External guidelines are critical in the design process, needed to assure alignment among all parties involved in your sales efforts. The development and use of a Creative Brief can be an extremely valuable tool in achieving message consistency and clarity.
Creative briefs specify the audience, material requirements, brand positioning and process for creating sales collateral. At Atomic Revenue, our creative brief involves an extensive checklist focused on input from both the marketing and sales teams to ensure alignment and mutually beneficial message value in developing collateral for our clients. Sales collateral is only valuable if it is used effectively by the sales team -- no one needs or wants an inventory of aging sales collateral collecting dust in a storage room.

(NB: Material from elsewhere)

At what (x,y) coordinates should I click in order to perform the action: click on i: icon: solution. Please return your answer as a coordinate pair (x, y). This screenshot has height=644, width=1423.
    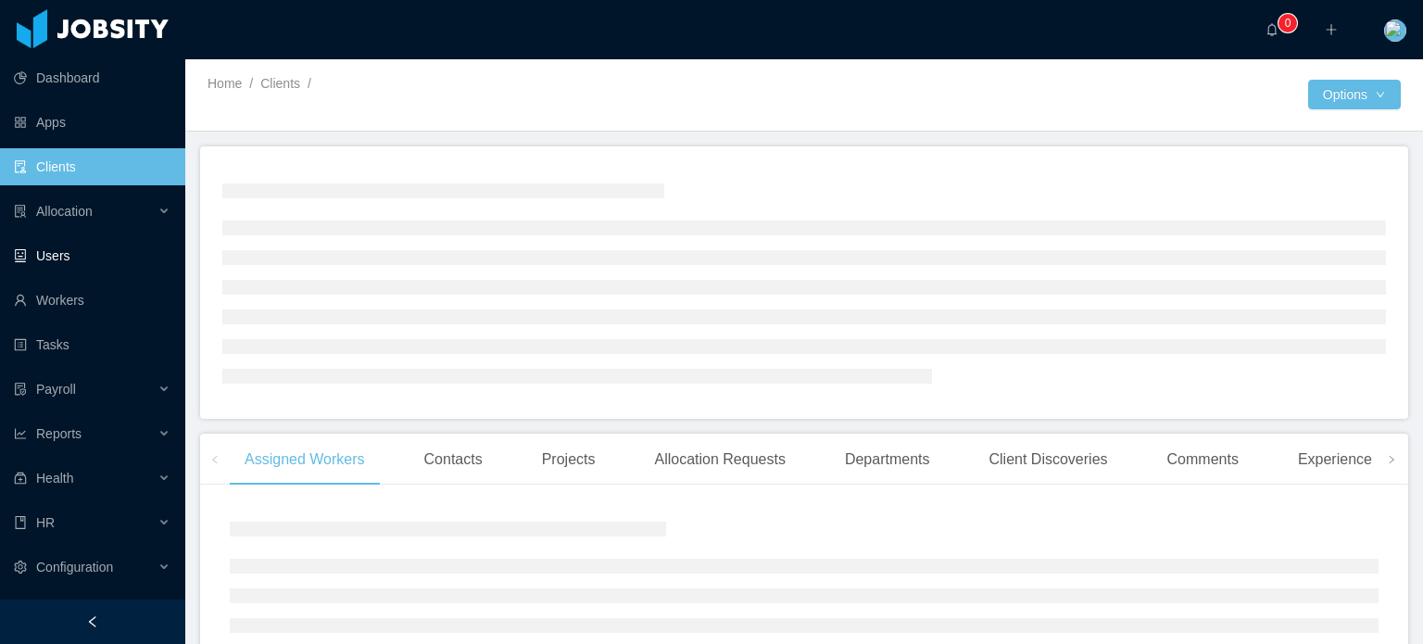
    Looking at the image, I should click on (20, 211).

Here are a few key points to consider in developing your sales collateral content and message:
Sales collateral is not intended to answer every question a client may ask; collateral should generate interest, and establish your organization as a resource to address client problems and pains. Simple is best.

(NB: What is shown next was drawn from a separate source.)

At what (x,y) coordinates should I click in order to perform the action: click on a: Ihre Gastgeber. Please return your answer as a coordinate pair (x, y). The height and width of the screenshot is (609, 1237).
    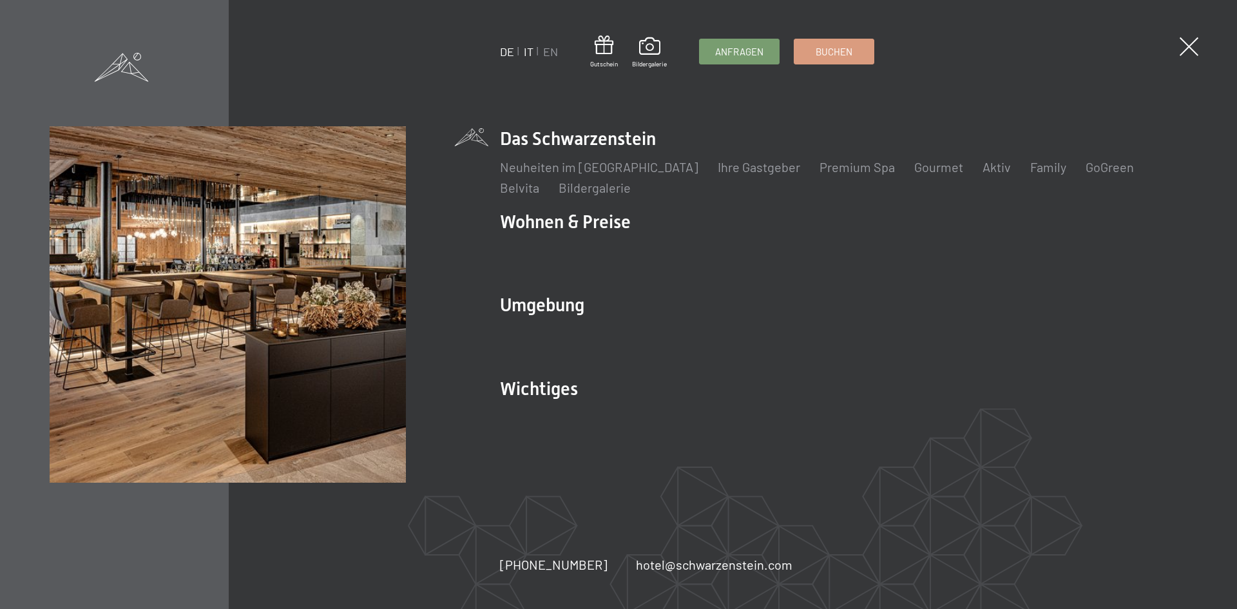
    Looking at the image, I should click on (759, 167).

Sales collateral is PART of the process, it is not the ENTIRE process. Match the collateral to its role/need at a specific point in the customer decision journey.
Your sales collateral is not about you and WHAT you do; your sales collateral must be about your prospective customer and WHY and HOW they will benefit from working with you.
Sales collateral must be able to stand on its own -- in most instances, you will not be there to clarify if they have questions. It may be clear to you, but this is your brand and business; use others as proofreaders to ensure your message delivers the intended response.
Write, design, print, and hope is no way to develop your collateral materials; understand from the very beginning how and when the piece will be used, THEN design and develop to meet that particular situation.
P.S. We do extensive research and validation on this.
Yes, the design is very important, but getting the content right is where so many organizations fail; it is content-focus that is critical to the sales collateral creation process. A picture is still worth a thousand words (and a video can be worth tens of thousands), but note that the “currency” is in the words/content. Your sales collateral return-on-investment (ROI) is dependent on proper content, delivery, and utilization.
Paired with outstanding content, impactful graphic design can progress an extremely powerful message that resonates with a buyer. Paired with poor or confusing content, impressive graphic design can dramatically amplify a poor message and potentially stop sales dead in their tracks. The collateral design is an extensive process to do right. But the difference it can make to advancing the sales effort is priceless.